Working on the “shock and kill” approach, another ARCHE member, Dr. Robert Siliciano of Johns Hopkins University, describes his newest findings in the March issue of the Journal of Antimicrobial Chemotherapy. The “shock and kill” approach involves awakening latent virus and then killing it with ARVs, enhanced immune attack, or a combination of these methods. Using a model for latently infected T cells that they developed, Dr. Siliciano and colleagues tested a large number of chemical compounds—a “library”—to see which, if any, might activate growth of HIV without causing harm. They discovered two types of chemicals that not only could awaken HIV but did so without broadly stimulating the cells to produce potentially harmful immune hormones (cytokines). Supporting the possibility of turning such chemicals into useful drugs was the fact that they had characteristics of known drugs that are readily absorbed by the body and taken up by cells.

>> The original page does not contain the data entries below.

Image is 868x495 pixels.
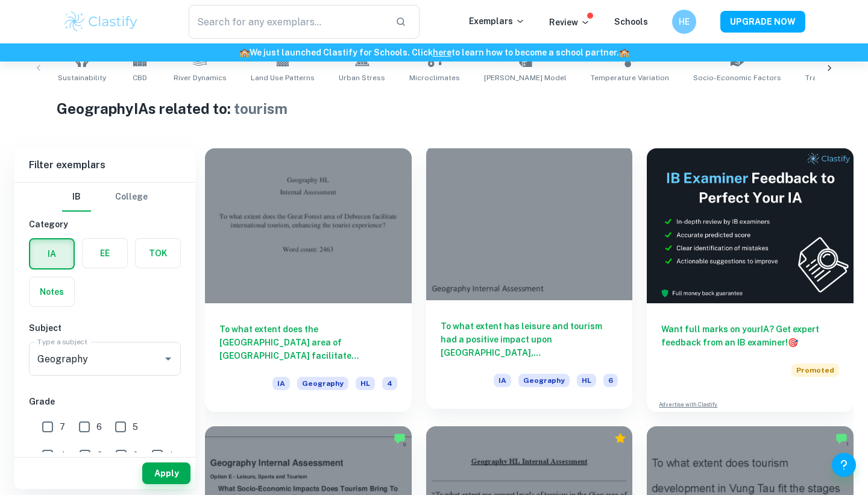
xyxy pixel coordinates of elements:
h6: Subject [29,322,181,335]
img: Thumbnail [647,148,853,304]
a: To what extent does the [GEOGRAPHIC_DATA] area of [GEOGRAPHIC_DATA] facilitate international tour... [205,148,412,412]
button: College [115,183,148,211]
span: IA [494,374,511,388]
h6: HE [677,15,691,29]
span: IA [273,377,290,390]
span: Microclimates [409,73,460,83]
h6: Want full marks on your IA ? Get expert feedback from an IB examiner! [661,323,839,350]
img: Marked [835,432,847,444]
span: 5 [133,420,138,434]
h1: Geography IAs related to: [57,97,812,119]
button: UPGRADE NOW [721,11,805,33]
button: Apply [142,463,191,484]
img: Clastify logo [63,9,139,34]
span: Socio-Economic Factors [693,73,781,83]
input: Search for any exemplars... [189,5,386,39]
span: 7 [60,420,65,434]
span: HL [356,377,375,390]
span: CBD [133,73,147,83]
span: [PERSON_NAME] Model [484,73,567,83]
div: Premium [614,432,627,444]
h6: Filter exemplars [15,148,195,182]
span: 4 [382,377,397,390]
span: Traffic Flow [805,73,847,83]
button: Help and Feedback [832,453,856,477]
a: To what extent has leisure and tourism had a positive impact upon [GEOGRAPHIC_DATA], [GEOGRAPHIC_... [426,148,633,412]
span: River Dynamics [173,73,227,83]
img: Marked [393,432,406,444]
span: HL [577,374,596,388]
p: Review [549,16,590,29]
button: TOK [135,239,180,268]
h6: We just launched Clastify for Schools. Click to learn how to become a school partner. [3,46,866,59]
a: Want full marks on yourIA? Get expert feedback from an IB examiner!PromotedAdvertise with Clastify [647,148,853,412]
h6: Category [29,217,181,231]
button: IA [30,239,73,268]
button: HE [672,9,696,34]
span: tourism [234,100,287,117]
span: Temperature Variation [591,73,669,83]
a: here [433,47,451,57]
span: Geography [519,374,570,388]
button: IB [62,183,91,211]
span: 🏫 [239,47,249,57]
a: Advertise with Clastify [659,400,717,409]
span: 3 [97,449,103,462]
h6: To what extent has leisure and tourism had a positive impact upon [GEOGRAPHIC_DATA], [GEOGRAPHIC_... [441,320,619,360]
button: Open [160,350,177,368]
span: Urban Stress [339,73,385,83]
span: Promoted [791,364,839,377]
span: 🎯 [788,338,798,348]
span: 6 [603,374,618,388]
button: EE [83,239,127,268]
span: Sustainability [58,73,106,83]
h6: To what extent does the [GEOGRAPHIC_DATA] area of [GEOGRAPHIC_DATA] facilitate international tour... [219,323,397,362]
span: 2 [133,449,138,462]
span: Geography [297,377,349,390]
span: Land Use Patterns [251,73,315,83]
p: Exemplars [469,15,525,28]
span: 🏫 [619,47,629,57]
span: 1 [169,449,173,462]
label: Type a subject [37,337,87,347]
div: Filter type choice [62,183,148,211]
button: Notes [29,278,74,306]
h6: Grade [29,395,181,408]
span: 4 [60,449,66,462]
a: Schools [614,17,648,27]
span: 6 [97,420,102,434]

These contributions and the work of many other amfAR grantees were shared at the prestigious 19th annual Conference on Retroviruses and Opportunistic Infections (CROI) in Seattle March 5−8. More than 25 oral and poster presentations on the results of amfAR-funded research were given─including major oral presentations addressing AIDS cure strategies given by Sharon Lewin, Maria Buzón, Adam Spivak, Liang Shan, Sifei Xing, and Anthony Cillo─making it clear that amfAR is leading the charge in cure research. 

Dr. Laurence is amfAR’s senior scientific consultant.